The Supreme Court on Monday delivered its verdict in the closely watched Hobby Lobby case, ruling 5-4 that the Christian-run craft store doesn't have to obey the Obamacare mandate that requires health care plans to pay for birth-control drugs that may induce abortion. Justice Samuel Alito's majority opinion stated that requiring such closely-held corporations to provide such coverage violated the Religious Freedom Restoration Act.
Yet New York Times legal reporter Adam Liptak's lead story Tuesday, under the banner headline "Court Limits Birth Control Rule," managed to quote liberal Justice Ruth Bader Ginsburg's dissent in the second sentence.
The Supreme Court ruled on Monday that requiring family-owned corporations to pay for insurance coverage for contraception under the Affordable Care Act violated a federal law protecting religious freedom. It was, a dissent said, “a decision of startling breadth.”
....
Justice Samuel A. Alito Jr., writing for the majority, emphasized the ruling’s limited scope. For starters, he said, the court ruled only that a federal religious-freedom law applied to “closely held” for-profit corporations run on religious principles. Even those corporations, he said, were unlikely to prevail if they objected to complying with other laws on religious grounds.

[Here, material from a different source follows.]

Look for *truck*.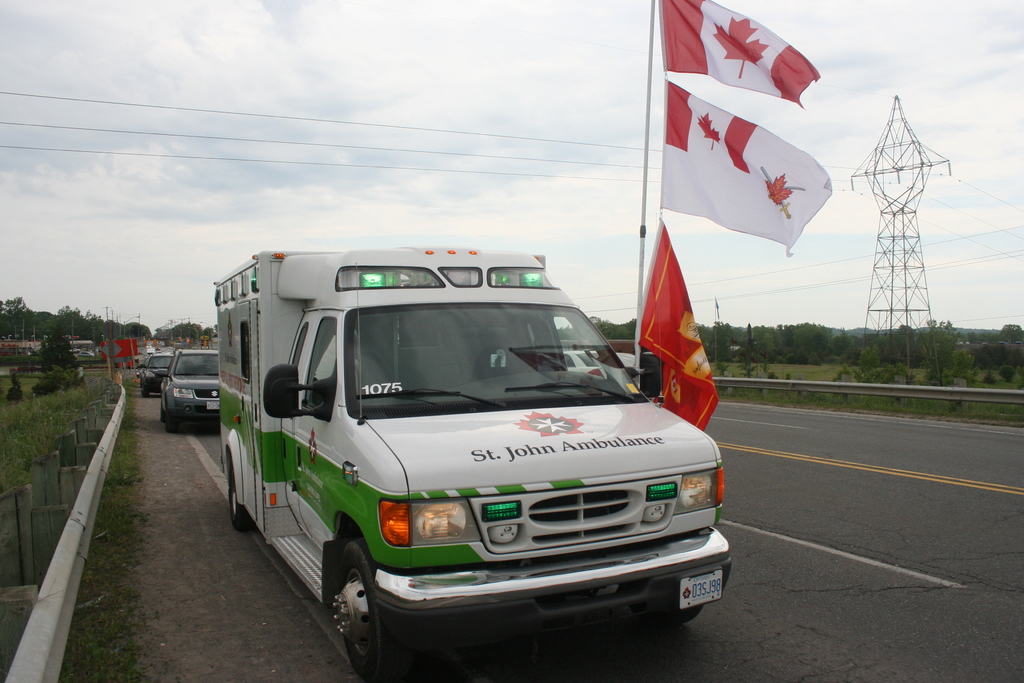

But Justice Ruth Bader Ginsburg’s dissent sounded an alarm. She attacked the majority opinion as a radical overhaul of corporate rights, one she said could apply to all corporations and to countless laws.
Even though she was on the losing side, a slice of Ginsburg's dissent was quoted in a text box before a section of Alito's majority opinion appeared.

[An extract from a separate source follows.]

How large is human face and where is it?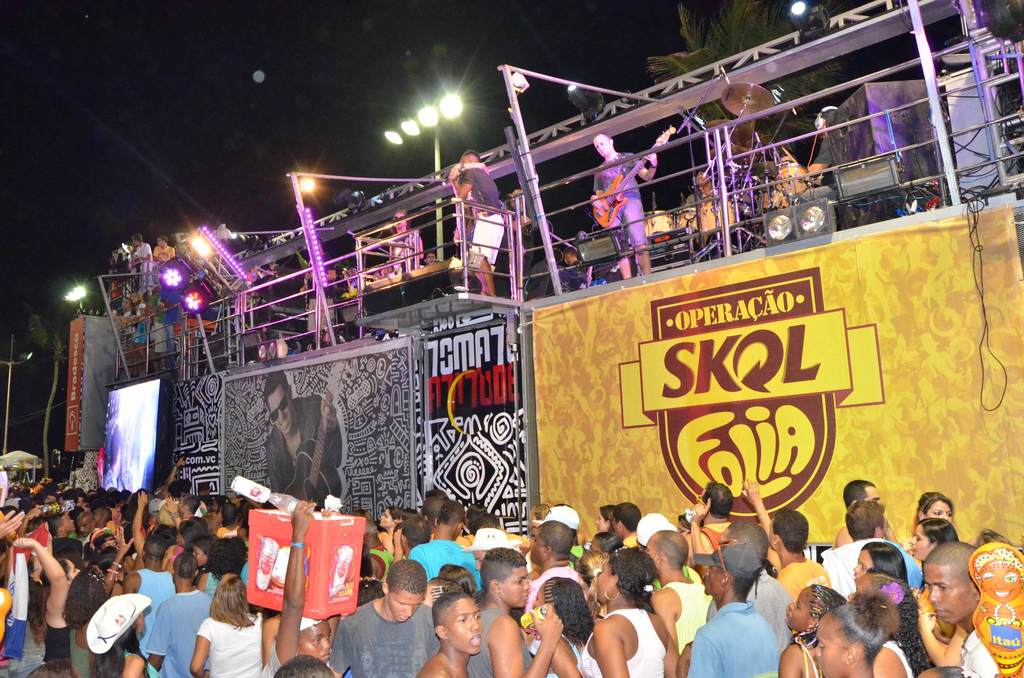
Bounding box: crop(392, 213, 408, 228).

Tuesday's front page also contained a label-heavy political analysis, "A Ruling That Both Sides Can Run With," by Jeremy Peters and Michael Shear.
The story squeezed in eight conservative labels and a reference to the GOP's "right flank," versus just one liberal label (and a professor describing a hypothetical woman with a "somewhat liberal point of view"), along with loaded language like this:
Yet even as conservatives celebrated coming out on the winning side of a divisive social issue, their court victory may have also handed Democrats an issue that will turn out liberal voters in the fall....Within hours of the decision, Mr. Obama and his allies criticized it as the latest attempt by conservative men to control private matters that are best left to women and their doctors.
Yet there was also Alan Rappaport's surprisingly positive profile of David Green, executive director of the company: "Hobby Lobby Made Fight a Matter of Christian Principle."
It's no surprise that the paper's left-wing editorial page was unhappy with the ruling, reacting under the false,ham-handed headline "Limiting Rights: Imposing Religion on Workers."
The Supreme Court’s deeply dismaying decision on Monday in the Hobby Lobby case swept aside accepted principles of corporate law and religious liberty to grant owners of closely held, for-profit companies an unprecedented right to impose their religious views on employees.